If the Polyvinyl bio is to be trusted, Kevin Barnes shaped of Montreal’s January 2020 release UR FUN with the concert stage and live performance in mind. We all know how that went, 2020 the year of the pandemic shutdown, isolation, and closures. When the going gets tough, the artistic among us create “free flowing collages” or collaborate with their own subconscious. At least that’s the way Barnes described the deconstructive musical and lyrical hodge-podge creations that make up the 7 tracks of the band’s 18th full-length collection. Of the title Barnes says, “Freewave is my term for wild and intractable artistic expression. Lucifer is the angel of enlightenment and elucidation.” And the three curses, “something we say when things are going really well, or really badly.”

Of the titles here, the most helpful is track 5, “Modern Art Bewilders.” Assuming, this is modern art, after multiple listens, lyric sheet in hand, the overall impact here is utter bewilderment. The first audible words of “Marijuana’s a Working Woman,” the albums opening track turns out to be pretty instructive: “In the sensory overload chamber.”

The music flows in one direction only to divert off in another, but quickly changes gears and directions again, mixing rhythms, keyboard textures, and tones with little that suggests an overall compositional focus or purpose.
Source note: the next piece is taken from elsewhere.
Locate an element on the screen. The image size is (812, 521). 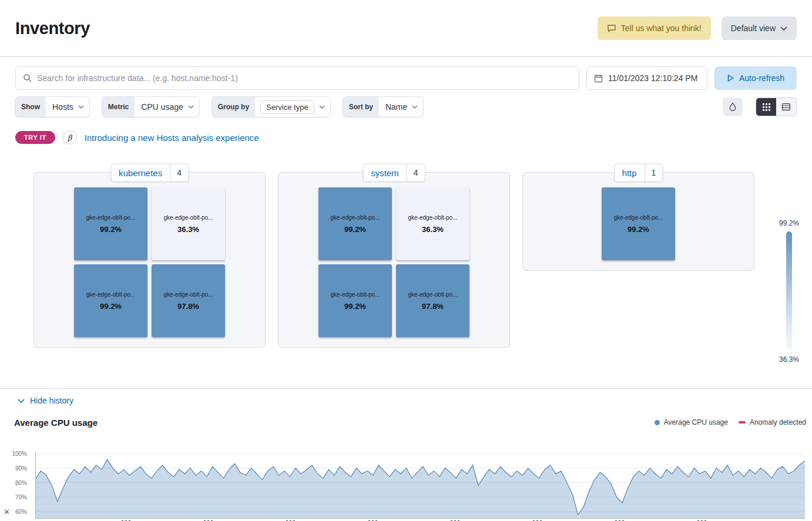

The melodies seem to serve a singular lyric, or a flow of random words and phrases, strung together with little sense or identifiable theme. There’s a joke here (“When people ask me my gender I tell them brunette”), then an odd thought like “Maybe we should fight it always seems to make everything better” gets repeated as if it’s some kind of chorus, but is it really.

“Blab Sabbath Lathe of the Maiden” has a perky, hip-hop infused rhythm, and at one point channels Prince, singing “I was creaming when I wrote this, so forgive me if I make a mess.” Elsewhere you hear Barnes’ take on Bowie, lots of Rundgren-esque synth pop transitions, but the overall feel is completely self-interested, likely only appealing to the most smitten by the untethered nature of everything here, but for casual listeners the impact is likely to be confusion and distraction. The closing track “Hmmm” opens with finger-picked guitar, before a hip-hop beat kicks off, with a lyric that deals with the issue of “grief” and “loss” in a cohesive, poetic, and understandable way, suggesting what would likely have been possible elsewhere here.